(Beginning of Given entries)
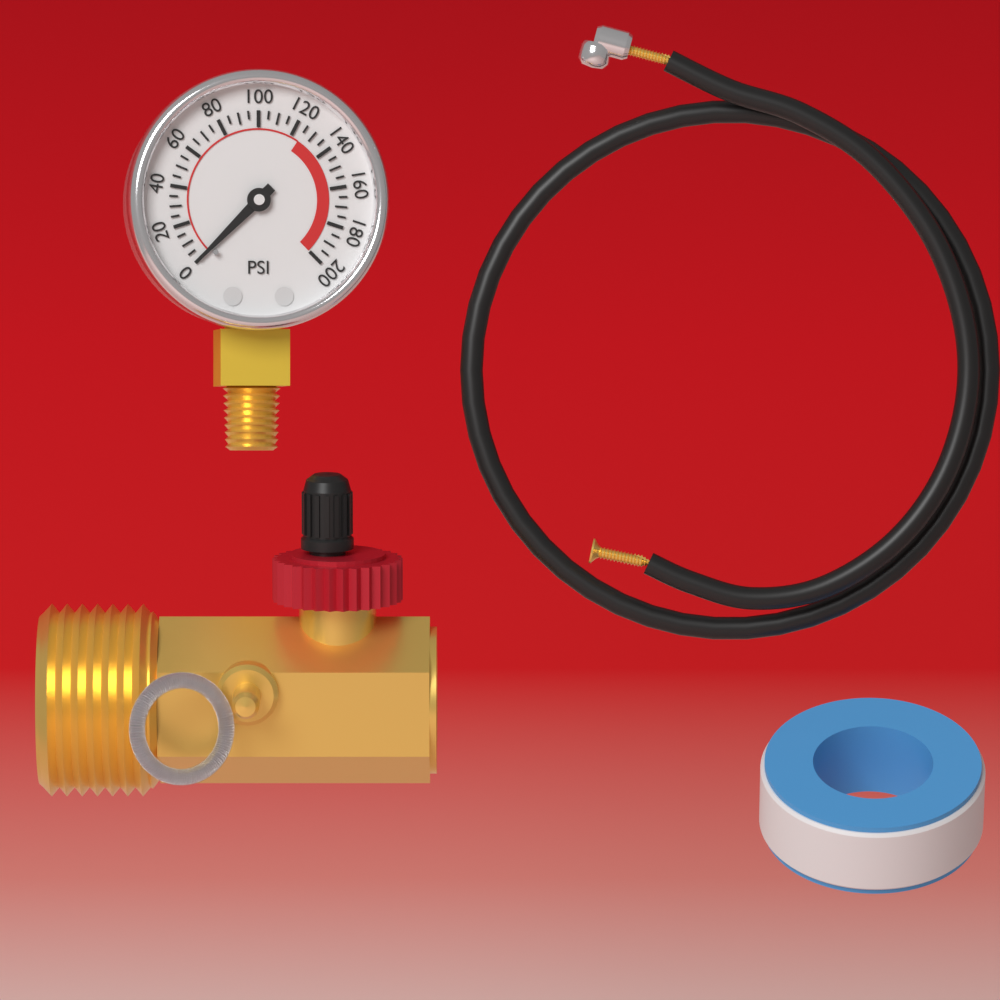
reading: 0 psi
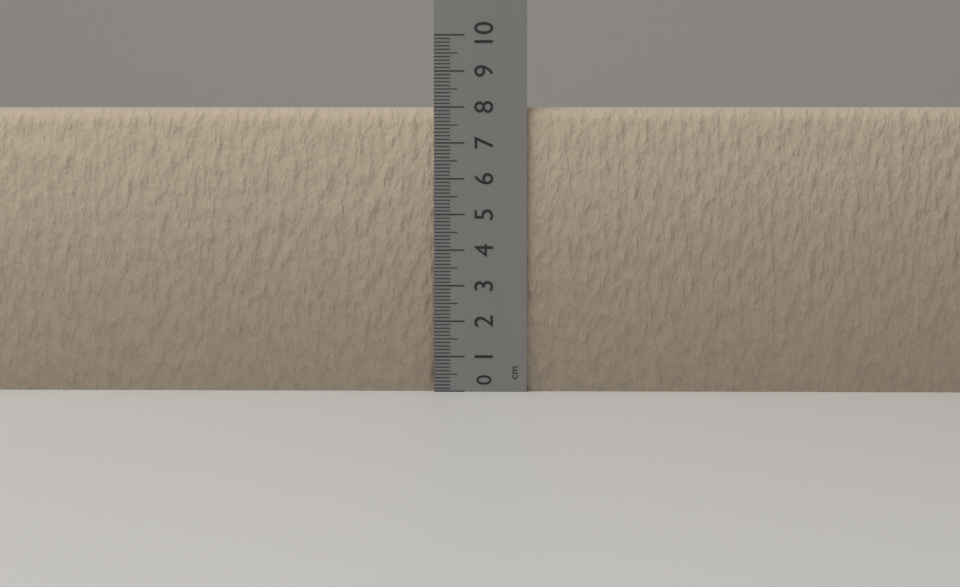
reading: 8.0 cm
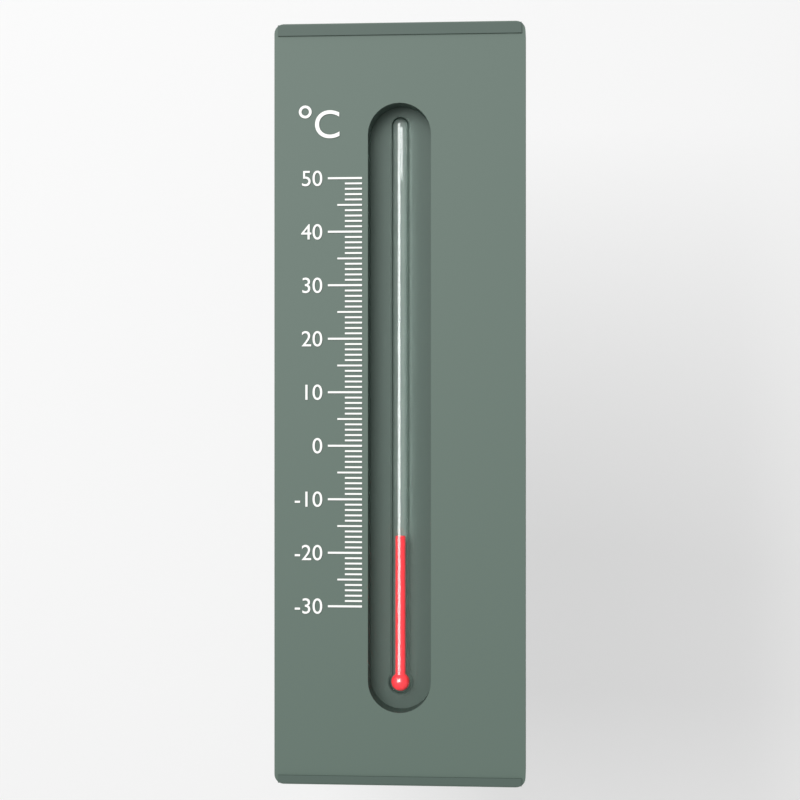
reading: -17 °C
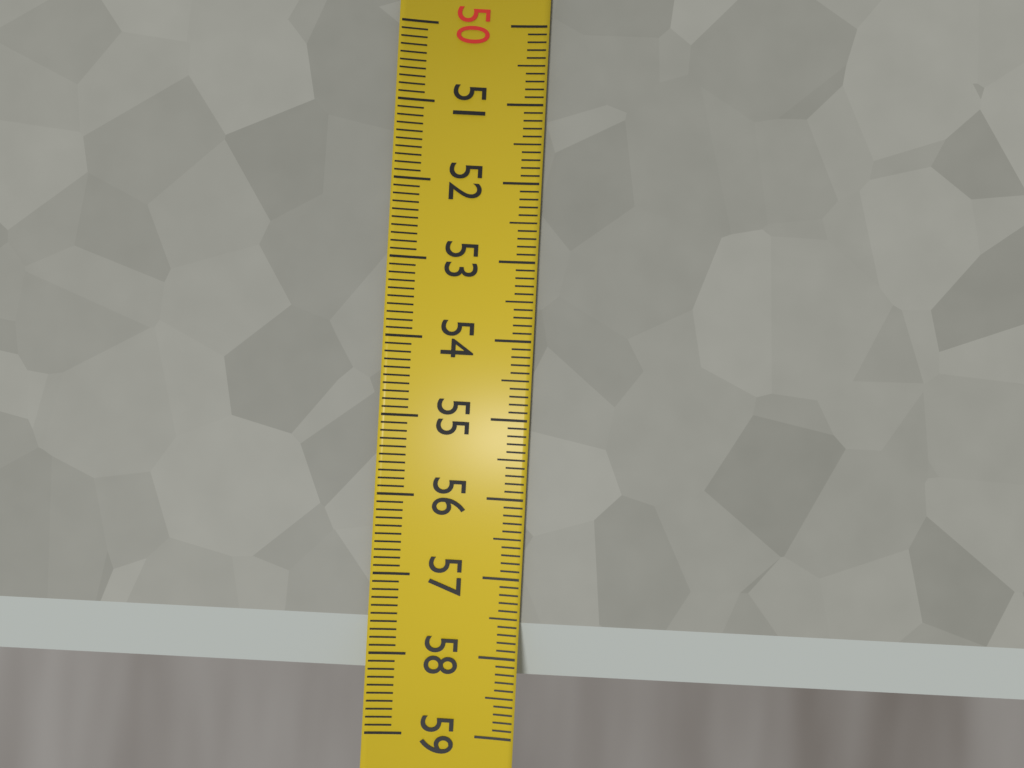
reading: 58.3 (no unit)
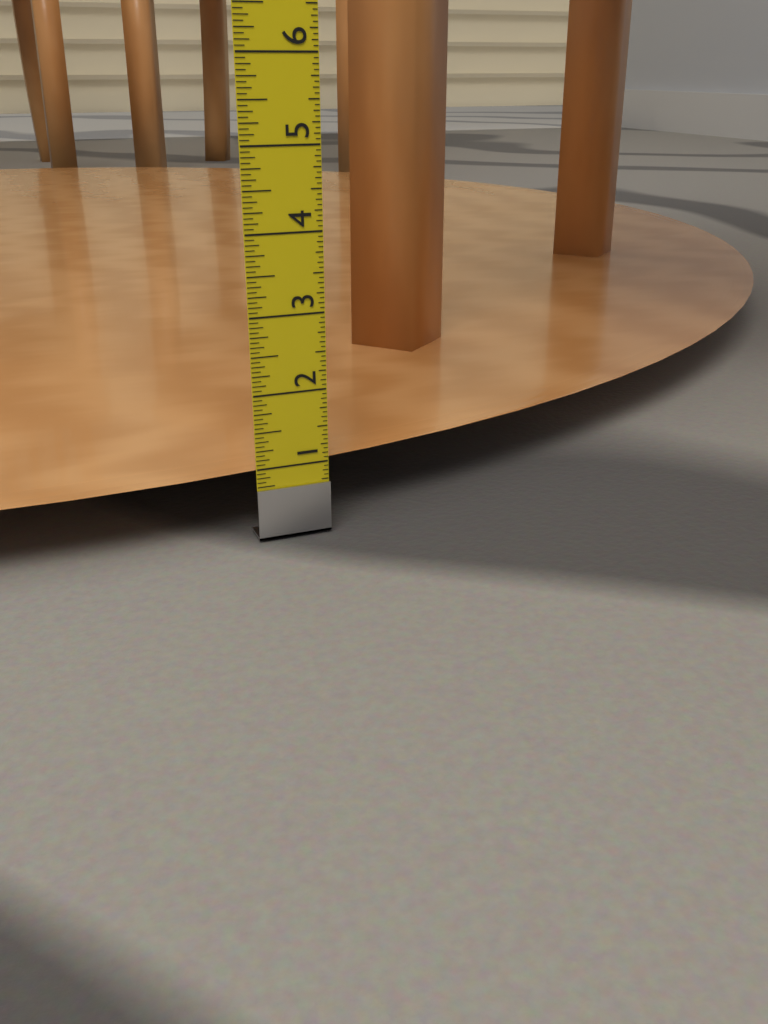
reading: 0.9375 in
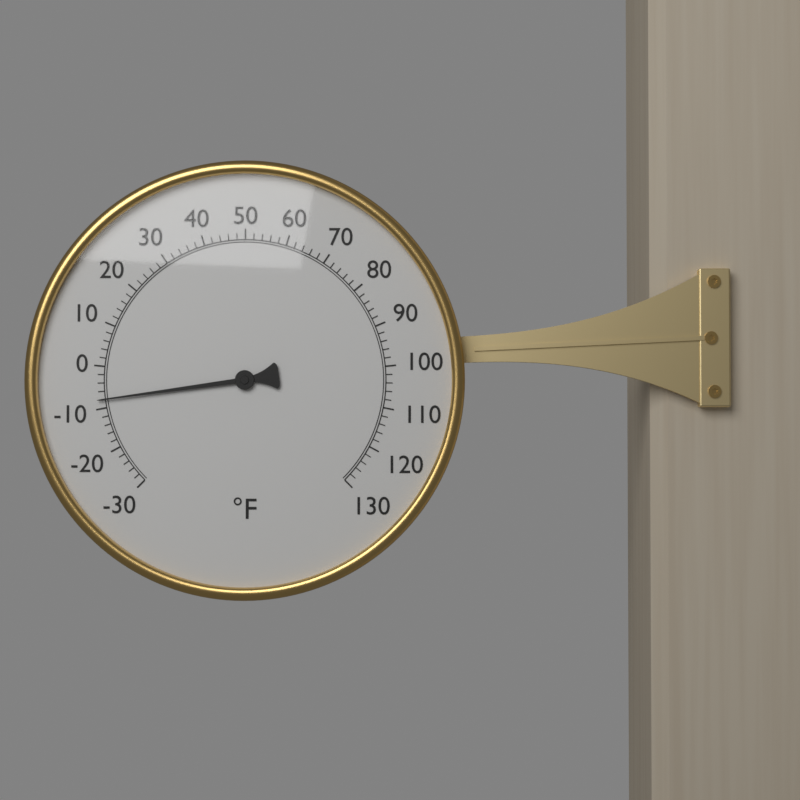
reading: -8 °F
(End of Given entries)
A complete and exact copy of the records is required. Exclude the pictures.

reading: 0 psi
reading: 8.0 cm
reading: -17 °C
reading: 58.3 (no unit)
reading: 0.9375 in
reading: -8 °F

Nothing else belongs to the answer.